Two points: First, this map is more affecting than the daily reports on Romanesko or a simple number. Which is another example of why multimedia just makes information crackle.

Second, take a look at Erica Smith’s site while you’re there. She’s an accomplished news designer at a major metro who also has chops in flash design and mashing up data.

My news design background is scantier, limited to the B section and wire pages at the S-R and a few A1 design shifts at the Missourian. But I would love to develop skills and a portfolio like Smith’s. It’s one big way I can help avoid becoming part of her next map.

At right, one of my better page one efforts.

→ 2 CommentsTags: Great multimedia · Industry · maps

Spokane City Drive on Google Maps

June 18th, 2008 · 2 Comments

On Monday we ran a story about the Old City Drive in Spokane, an excursion mapped out by the visitors center folks to highlight points of interest and charm in the Lilac City.

The city editor sent me a page of typed directions and asked me to post them with the story. I said OK but thought I’d go one up and replicate the drive in Google Maps. It was quick and the result, below, is embarrassingly plain. But I thought it might add something useful for a few readers.

On Monday morning, I was linking up content and read in the story that there was an online map of the new, longer city drive. When I found it at the Spokane Regional Convention and Visitors Bureau website, I had to laugh: the folks there had also used Google Maps, and it looks like this.


View Larger Map

→ 2 CommentsTags: Shameless self-promotion · maps

A fun project for summer

June 17th, 2008 · No Comments

As a vegetarian, summer grilling can sometimes seem limited. Fortunately, with encouragement from my friends, I’ve started a quest to diversify my options.

Not content with freezer-aisle hockey pucks or the quotidian portabella, I’m taking recipes for nonmeat burgers and giving them my own twist.

The action is under way at www.burgerrevised.com. Check it out, and share your ideas!

→ No CommentsTags: Shameless self-promotion

Writing for online: Cater to ‘lazy bastards’?

June 16th, 2008 · 2 Comments

Last month I posted about story lengths for online news.

The general idea was that shorter is better.

In the meantime I haven’t necessarily practiced at work what I examined there. Then again, I’m an editor not a writer.

Yesterday I came across this article on Slate (thanks Journerdism). It’s been circulating; I even heard a city editor at work discussing it. That, for those in journalism, is amazing.

Basic premise: It’s just length that matters.
It’s style. Short paragraphs. Short sentences. Bullet points. Frequent subheds. Periodic bold-facing of words. Lots of links.

You should really check the link at the end.

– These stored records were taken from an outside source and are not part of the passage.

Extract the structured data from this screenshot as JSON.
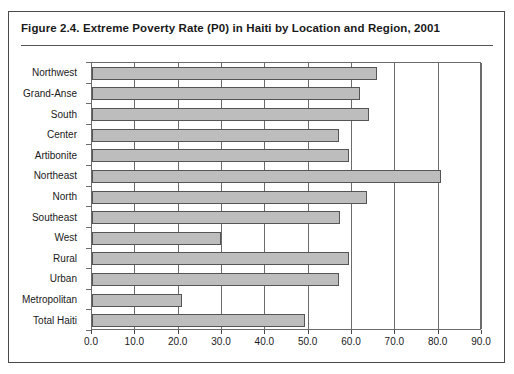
{
  "figure": {
    "title": "Figure 2.4.   Extreme Poverty Rate (P0) in Haiti by Location and Region, 2001",
    "border_color": "#4a4a4a",
    "bar_fill_color": "#bdbdbd",
    "bar_edge_color": "#555555",
    "axis_color": "#6b6b6b"
  },
  "chart_data": {
    "type": "bar",
    "orientation": "horizontal",
    "title": "Figure 2.4.   Extreme Poverty Rate (P0) in Haiti by Location and Region, 2001",
    "xlabel": "",
    "ylabel": "",
    "categories": [
      "Northwest",
      "Grand-Anse",
      "South",
      "Center",
      "Artibonite",
      "Northeast",
      "North",
      "Southeast",
      "West",
      "Rural",
      "Urban",
      "Metropolitan",
      "Total Haiti"
    ],
    "values": [
      65.8,
      61.8,
      64.0,
      56.9,
      59.2,
      80.5,
      63.5,
      57.2,
      29.8,
      59.2,
      56.9,
      20.7,
      49.2
    ],
    "xlim": [
      0.0,
      90.0
    ],
    "xticks": [
      0.0,
      10.0,
      20.0,
      30.0,
      40.0,
      50.0,
      60.0,
      70.0,
      80.0,
      90.0
    ],
    "xtick_labels": [
      "0.0",
      "10.0",
      "20.0",
      "30.0",
      "40.0",
      "50.0",
      "60.0",
      "70.0",
      "80.0",
      "90.0"
    ],
    "grid": "vertical",
    "legend": null
  }
}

So I thought I’d play a little game. Take a graf from a wire story and rewrite it like the Slate article.

Which really stems from this guy.

Here’s the original, as run in today’s Spokesman-Review (credit to Juliet Eilperin of the Washington Post):

INDEX, Wash. – With little fanfare, Congress has embarked on a push to protect as many as a dozen pristine areas this year in places ranging from the glacier-fed streams of Wild Sky Wilderness here to West Virginia’s Monongahela National Forest. By the end of the year, conservation experts predict, this drive could place as much as 2 million acres of unspoiled land under federal control, a total that rivals the wilderness acreage set aside by Congress over the previous five years.

Now I shall butcher it.

INDEX, Wash. - Congress is trying to create about 12 wilderness areas.

They include:

How much we talking?

Some experts predict more than 2 million unspoiled acres will be protected by December.

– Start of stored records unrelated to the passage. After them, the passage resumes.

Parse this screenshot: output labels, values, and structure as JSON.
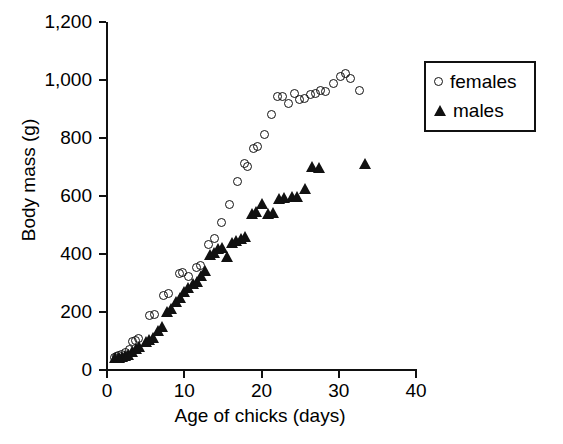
{
  "chart_data": {
    "type": "scatter",
    "title": "",
    "xlabel": "Age of chicks (days)",
    "ylabel": "Body mass (g)",
    "xlim": [
      0,
      40
    ],
    "ylim": [
      0,
      1200
    ],
    "xticks": [
      "0",
      "10",
      "20",
      "30",
      "40"
    ],
    "xtick_values": [
      0,
      10,
      20,
      30,
      40
    ],
    "yticks": [
      "0",
      "200",
      "400",
      "600",
      "800",
      "1,000",
      "1,200"
    ],
    "ytick_values": [
      0,
      200,
      400,
      600,
      800,
      1000,
      1200
    ],
    "grid": false,
    "legend_position": "upper right",
    "series": [
      {
        "name": "females",
        "marker": "open-circle",
        "color": "#111111",
        "points": [
          [
            1.0,
            42
          ],
          [
            1.3,
            45
          ],
          [
            1.6,
            48
          ],
          [
            2.0,
            52
          ],
          [
            2.4,
            58
          ],
          [
            3.0,
            70
          ],
          [
            3.4,
            95
          ],
          [
            3.8,
            100
          ],
          [
            4.2,
            108
          ],
          [
            5.6,
            185
          ],
          [
            6.2,
            190
          ],
          [
            7.4,
            255
          ],
          [
            8.0,
            262
          ],
          [
            9.4,
            330
          ],
          [
            9.9,
            335
          ],
          [
            10.6,
            322
          ],
          [
            11.7,
            352
          ],
          [
            12.2,
            358
          ],
          [
            13.2,
            432
          ],
          [
            14.0,
            452
          ],
          [
            14.9,
            508
          ],
          [
            15.9,
            570
          ],
          [
            16.9,
            648
          ],
          [
            17.8,
            712
          ],
          [
            18.3,
            700
          ],
          [
            19.0,
            762
          ],
          [
            19.6,
            768
          ],
          [
            20.4,
            810
          ],
          [
            21.3,
            880
          ],
          [
            22.2,
            940
          ],
          [
            22.8,
            942
          ],
          [
            23.5,
            918
          ],
          [
            24.4,
            952
          ],
          [
            25.0,
            930
          ],
          [
            25.6,
            935
          ],
          [
            26.4,
            950
          ],
          [
            27.0,
            952
          ],
          [
            27.7,
            962
          ],
          [
            28.3,
            958
          ],
          [
            29.4,
            985
          ],
          [
            30.3,
            1012
          ],
          [
            30.9,
            1020
          ],
          [
            31.6,
            1005
          ],
          [
            32.7,
            962
          ]
        ]
      },
      {
        "name": "males",
        "marker": "filled-triangle",
        "color": "#111111",
        "points": [
          [
            1.1,
            40
          ],
          [
            1.5,
            42
          ],
          [
            1.9,
            45
          ],
          [
            2.3,
            48
          ],
          [
            2.7,
            52
          ],
          [
            3.2,
            62
          ],
          [
            3.7,
            72
          ],
          [
            4.2,
            80
          ],
          [
            5.0,
            98
          ],
          [
            5.5,
            105
          ],
          [
            6.0,
            112
          ],
          [
            6.6,
            135
          ],
          [
            7.1,
            148
          ],
          [
            7.8,
            200
          ],
          [
            8.3,
            212
          ],
          [
            8.9,
            235
          ],
          [
            9.4,
            248
          ],
          [
            10.0,
            268
          ],
          [
            10.5,
            282
          ],
          [
            11.1,
            298
          ],
          [
            11.6,
            305
          ],
          [
            12.2,
            325
          ],
          [
            12.7,
            340
          ],
          [
            13.3,
            398
          ],
          [
            13.8,
            405
          ],
          [
            14.4,
            418
          ],
          [
            14.9,
            420
          ],
          [
            15.5,
            388
          ],
          [
            16.2,
            438
          ],
          [
            16.7,
            445
          ],
          [
            17.3,
            452
          ],
          [
            17.9,
            458
          ],
          [
            18.8,
            538
          ],
          [
            19.3,
            545
          ],
          [
            20.1,
            572
          ],
          [
            20.9,
            538
          ],
          [
            21.5,
            542
          ],
          [
            22.3,
            588
          ],
          [
            22.9,
            592
          ],
          [
            24.0,
            595
          ],
          [
            24.6,
            598
          ],
          [
            25.6,
            625
          ],
          [
            26.6,
            700
          ],
          [
            27.4,
            698
          ],
          [
            33.4,
            712
          ]
        ]
      }
    ]
  }
}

That means the feds will have say-so.

And that’s about what Congress has set aside in the past five years.

Not exactly poetry. But easy to digest. Maybe.

So, would you accept news written like this from the standard bearers?

→ 2 CommentsTags: Uncategorized

New computer = hearts

June 15th, 2008 · 2 Comments

Just got a new iMac. It’s speedy and has a much bigger monitor than I’ve been using. If you want a gushy description, I’ll just refer you to Apple.

In the picture below, my 2004 iBook is above.